Palo Alto, California-based PGP’s encryption product started life on the desktop, where there are today some 30,000 users worldwide, according to its VP of marketing Andrew Krcik.

The thrust of its model now is to grow the server business it entered with the launch of the PGP Universal Server in September 2003, for which it currently has some 1,200 corporate customers worldwide.

This is not server-based encryption, however, as that function remains on the desktop, the server rather enabling customers to centrally manage all the desktop clients in their organizations, while for PGP itself it represents the opportunity to upsell with more apps on the same platform.

PGP NetShare is a case in point, It enables files going onto a network file server to be encrypted from the desktop and held in that format, with decrypted access being restricted to a list of approved individuals defined either centrally or, if the sys admin has granted the right, by the original end user who created the file.

The core products for which a new release is coming out, then, are PGP Universal and PGP Desktop, with the new iteration being v2.5. Another important addition besides the NetShare capability is the ability to federate key information, potentially among all PGP users around the world, via a new Global Directory.
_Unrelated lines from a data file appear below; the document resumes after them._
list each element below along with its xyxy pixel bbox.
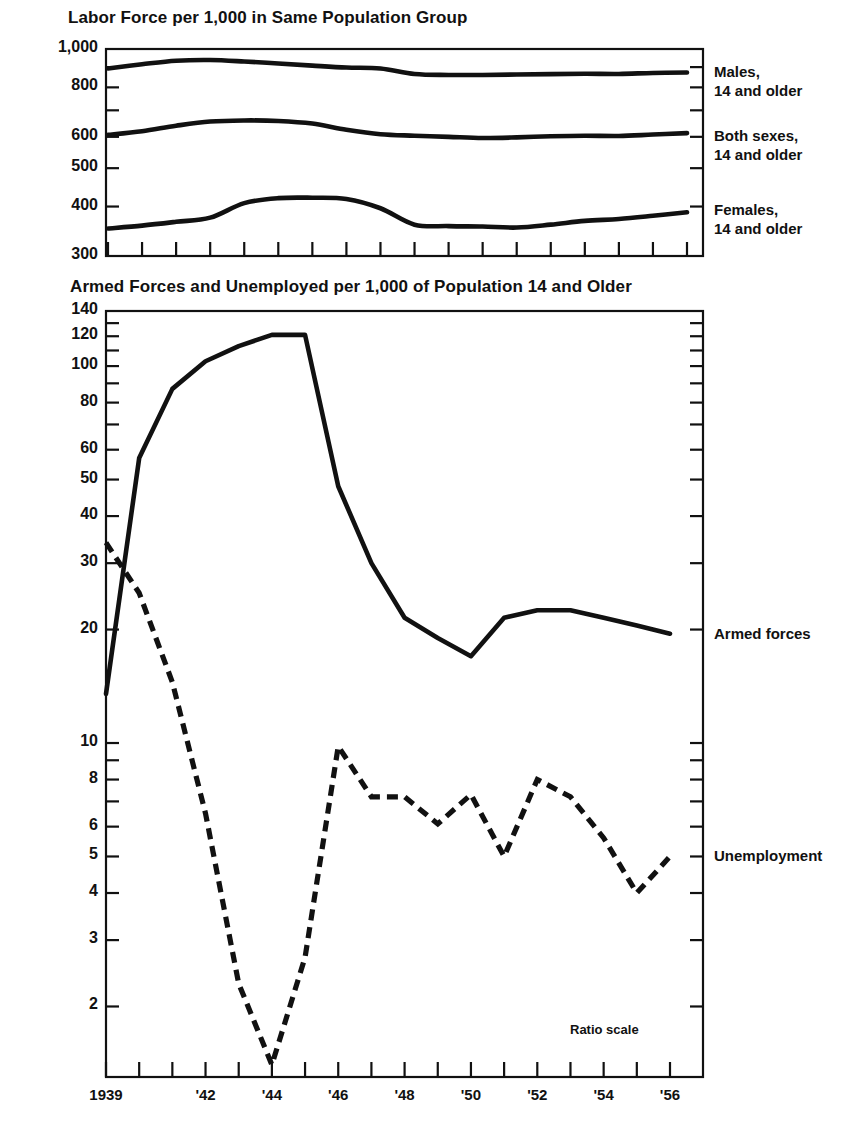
bottom-series-line-1 xyxy=(106,543,670,1065)
bottom-ytick-40: 40 xyxy=(30,505,98,523)
bottom-xtick-3: '42 xyxy=(176,1086,236,1103)
bottom-xtick-15: '54 xyxy=(574,1086,634,1103)
bottom-ytick-100: 100 xyxy=(30,355,98,373)
bottom-xtick-5: '44 xyxy=(242,1086,302,1103)
bottom-ytick-80: 80 xyxy=(30,392,98,410)
bottom-ytick-140: 140 xyxy=(30,300,98,318)
bottom-xtick-0: 1939 xyxy=(76,1086,136,1103)
bottom-ytick-8: 8 xyxy=(30,769,98,787)
bottom-ytick-3: 3 xyxy=(30,929,98,947)
bottom-xtick-11: '50 xyxy=(441,1086,501,1103)
bottom-series-line-0 xyxy=(106,335,670,694)
ratio-scale-note: Ratio scale xyxy=(570,1022,639,1037)
bottom-ytick-4: 4 xyxy=(30,882,98,900)
chart-page: Labor Force per 1,000 in Same Population… xyxy=(0,0,852,1129)
bottom-ytick-60: 60 xyxy=(30,439,98,457)
bottom-ytick-6: 6 xyxy=(30,816,98,834)
bottom-series-label-armed-forces: Armed forces xyxy=(714,624,811,643)
bottom-ytick-120: 120 xyxy=(30,325,98,343)
bottom-ytick-20: 20 xyxy=(30,619,98,637)
bottom-ytick-10: 10 xyxy=(30,732,98,750)
bottom-ytick-50: 50 xyxy=(30,469,98,487)
bottom-xtick-13: '52 xyxy=(507,1086,567,1103)
bottom-xtick-9: '48 xyxy=(375,1086,435,1103)
bottom-xtick-7: '46 xyxy=(308,1086,368,1103)
bottom-xtick-17: '56 xyxy=(640,1086,700,1103)
bottom-ytick-2: 2 xyxy=(30,995,98,1013)
bottom-ytick-30: 30 xyxy=(30,552,98,570)
bottom-chart-svg xyxy=(0,0,852,1129)
bottom-ytick-5: 5 xyxy=(30,845,98,863)
bottom-series-label-unemployment: Unemployment xyxy=(714,846,822,865)
bottom-chart-frame xyxy=(106,311,703,1077)
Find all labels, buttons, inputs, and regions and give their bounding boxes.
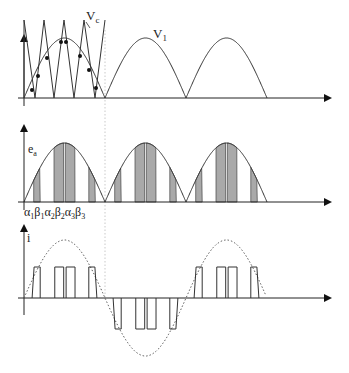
pwm-pulse: [54, 143, 64, 202]
current-pulse: [170, 298, 178, 329]
intersection-dot: [94, 86, 98, 90]
intersection-dot: [64, 40, 68, 44]
reference-label: V1: [153, 26, 167, 43]
current-panel: i: [18, 226, 330, 356]
intersection-dot: [45, 56, 49, 60]
current-pulse: [228, 267, 237, 298]
current-pulse: [147, 298, 156, 329]
current-pulse: [136, 298, 145, 329]
voltage-panel: ea α1β1α2β2α3β3: [18, 126, 330, 221]
angle-labels: α1β1α2β2α3β3: [24, 205, 85, 221]
pwm-pulse: [135, 143, 145, 202]
intersection-dot: [36, 74, 40, 78]
intersection-dot: [78, 54, 82, 58]
pwm-pulse: [216, 143, 226, 202]
current-axis-label: i: [27, 231, 31, 245]
current-pulse: [55, 267, 64, 298]
pwm-pulse: [146, 143, 156, 202]
intersection-dot: [30, 88, 34, 92]
carrier-wave: [24, 20, 105, 98]
carrier-label: Vc: [86, 8, 99, 25]
pwm-pulses: [34, 143, 258, 202]
pwm-pulse: [227, 143, 237, 202]
intersection-dot: [87, 68, 91, 72]
carrier-panel: Vc V1: [18, 8, 330, 106]
pwm-pulse: [65, 143, 75, 202]
current-pulse: [217, 267, 226, 298]
pwm-diagram: Vc V1 ea α1β1α2β2α3β3 i: [0, 0, 349, 373]
intersection-dot: [59, 40, 63, 44]
current-pulse: [89, 267, 97, 298]
current-pulse: [66, 267, 75, 298]
voltage-axis-label: ea: [28, 142, 37, 158]
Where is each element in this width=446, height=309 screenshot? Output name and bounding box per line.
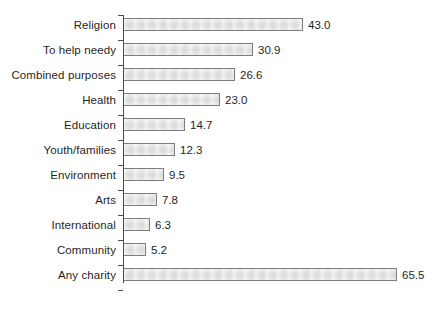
category-label: Environment bbox=[50, 165, 116, 185]
bar bbox=[124, 18, 303, 31]
bar-value-label: 12.3 bbox=[180, 140, 202, 160]
bar bbox=[124, 68, 235, 81]
bar bbox=[124, 218, 150, 231]
bar-value-label: 6.3 bbox=[155, 215, 171, 235]
plot-area: Religion43.0To help needy30.9Combined pu… bbox=[0, 15, 446, 285]
axis-tick bbox=[118, 65, 123, 66]
category-label: Youth/families bbox=[43, 140, 116, 160]
bar-row: International6.3 bbox=[0, 215, 446, 240]
axis-tick bbox=[118, 190, 123, 191]
category-label: Education bbox=[64, 115, 116, 135]
bar-value-label: 23.0 bbox=[225, 90, 247, 110]
bar-value-label: 43.0 bbox=[308, 15, 330, 35]
bar-value-label: 26.6 bbox=[240, 65, 262, 85]
bar-row: Youth/families12.3 bbox=[0, 140, 446, 165]
bar-row: Religion43.0 bbox=[0, 15, 446, 40]
axis-tick bbox=[118, 140, 123, 141]
bar-row: Combined purposes26.6 bbox=[0, 65, 446, 90]
bar bbox=[124, 118, 185, 131]
axis-tick bbox=[118, 40, 123, 41]
bar-value-label: 9.5 bbox=[169, 165, 185, 185]
bar-value-label: 65.5 bbox=[402, 265, 424, 285]
axis-tick bbox=[118, 15, 123, 16]
category-label: Community bbox=[57, 240, 116, 260]
bar-value-label: 14.7 bbox=[190, 115, 212, 135]
bar bbox=[124, 268, 397, 281]
axis-tick bbox=[118, 240, 123, 241]
category-label: Combined purposes bbox=[11, 65, 116, 85]
bar-row: To help needy30.9 bbox=[0, 40, 446, 65]
bar-chart: Religion43.0To help needy30.9Combined pu… bbox=[0, 0, 446, 309]
category-label: Health bbox=[82, 90, 116, 110]
category-label: Religion bbox=[74, 15, 116, 35]
bar-row: Any charity65.5 bbox=[0, 265, 446, 290]
bar-value-label: 7.8 bbox=[162, 190, 178, 210]
axis-tick bbox=[118, 165, 123, 166]
category-label: International bbox=[51, 215, 116, 235]
bar-row: Education14.7 bbox=[0, 115, 446, 140]
bar-row: Health23.0 bbox=[0, 90, 446, 115]
bar-value-label: 5.2 bbox=[151, 240, 167, 260]
bar bbox=[124, 243, 146, 256]
category-label: Arts bbox=[95, 190, 116, 210]
bar bbox=[124, 43, 253, 56]
bar bbox=[124, 193, 157, 206]
bar bbox=[124, 93, 220, 106]
bar-value-label: 30.9 bbox=[258, 40, 280, 60]
axis-tick bbox=[118, 90, 123, 91]
category-label: Any charity bbox=[58, 265, 116, 285]
bar-row: Arts7.8 bbox=[0, 190, 446, 215]
category-label: To help needy bbox=[43, 40, 116, 60]
axis-tick bbox=[118, 265, 123, 266]
axis-tick bbox=[118, 215, 123, 216]
bar bbox=[124, 168, 164, 181]
axis-tick bbox=[118, 290, 123, 291]
axis-tick bbox=[118, 115, 123, 116]
bar-row: Community5.2 bbox=[0, 240, 446, 265]
bar bbox=[124, 143, 175, 156]
bar-row: Environment9.5 bbox=[0, 165, 446, 190]
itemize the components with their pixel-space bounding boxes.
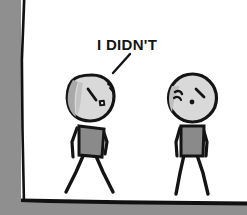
comic-artwork: I DIDN'T: [0, 0, 247, 215]
dialogue-text: I DIDN'T: [97, 36, 157, 53]
page-shadow-left: [0, 0, 22, 215]
right-character-torso: [181, 126, 204, 156]
comic-panel: I DIDN'T: [0, 0, 247, 215]
left-character-eye-highlight: [101, 102, 103, 104]
left-character-torso: [79, 126, 104, 157]
right-character-eye: [190, 100, 195, 105]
When a new Desktop client is being set up, it will offer the user the option of putting their key onto an open key server and associating it with their email address, Krcik said. You can then instruct the client to always consult that Global Directory and search by email address.

Aside from that, other additions in v2.5 are mainly responses to requests from the user base, such as SSO integration for the Whole Disk Encryption app and MacOS support.

On the financial front, PGP is feeling sufficiently please with itself to go public with the information that over the last four years we’ve done $100m of cumulative revenue, $40m of which over the last 12 months, Krcik revealed.

This is clearly a response to major corporate customers and target customers expressing concern at the lack of transparency inherent in operating as a private company.